In my opinion, Rachel could be argued to have an addictive personality – although the very existence of this as a personality type is still hotly debated – which many scientists believe can be characterised by the disproportionate, recurring use of pleasurable activities to cope with internal conflict, pressure or stress. There are two main forms of addiction: one is substance-based, the other behaviour-based. The causes of addictive personality are
varied, and one of the trigger factors is thought to be the psychological stress resultant from someone feeling socially isolated. This can be compounded by a lack of coping skills, as seen in Rachel’s earlier life, and cognitive distortions when people feel inferior and unworthy; they are often vulnerable to depression and emotional insecurity. People with this type of addictive personality disorder often act on impulse and struggle to control their stress levels. Again, these are traits seen in Rachel’s early behaviour as a child and teenager, as well as in her adult life.

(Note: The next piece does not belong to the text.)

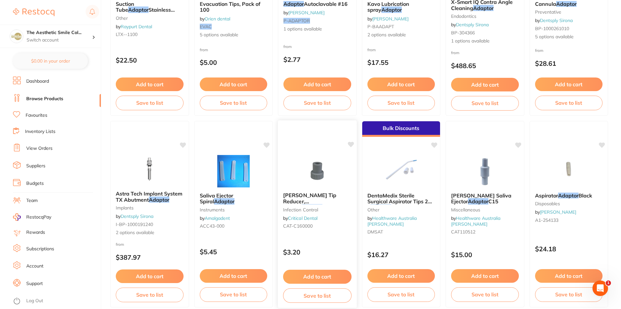  What do you see at coordinates (401, 171) in the screenshot?
I see `img: DentaMedix Sterile Surgical Aspirator Tips 20 + Adaptor` at bounding box center [401, 171].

In none of the psychiatrists’ or psychologists’ comments I’ve seen, nor anywhere in the court documents, does anyone mention the possibility that Pfitzner suffered from an addictive personality disorder. However, even though no one has yet succeeded in substantiating the existence of a true ‘addictive personality’, if we are going to consider all of the potential ‘why’s, it cannot be ignored as potentially having an influence over Rachel’s actions. Experts think that the tendency to dependence is more accurately a combination of biological, psychological and environmental factors. Therefore, I have to wonder – did all of these come together in Rachel Pfitzner to create an addictive personality? If Rachel is or was suffering from an addictive personality, at its most basic level addiction is the desire – the need – to take control and fulfil a sense of emptiness and unhappiness. And did that personality become addicted to the idea of hating and fearing Paul Shillingsworth? Did that progress to the point where she could no longer see her son as Dean, a separate person, a little boy who needed protection, and instead, by torturing Dean, she gained a means to control that hatred and fear?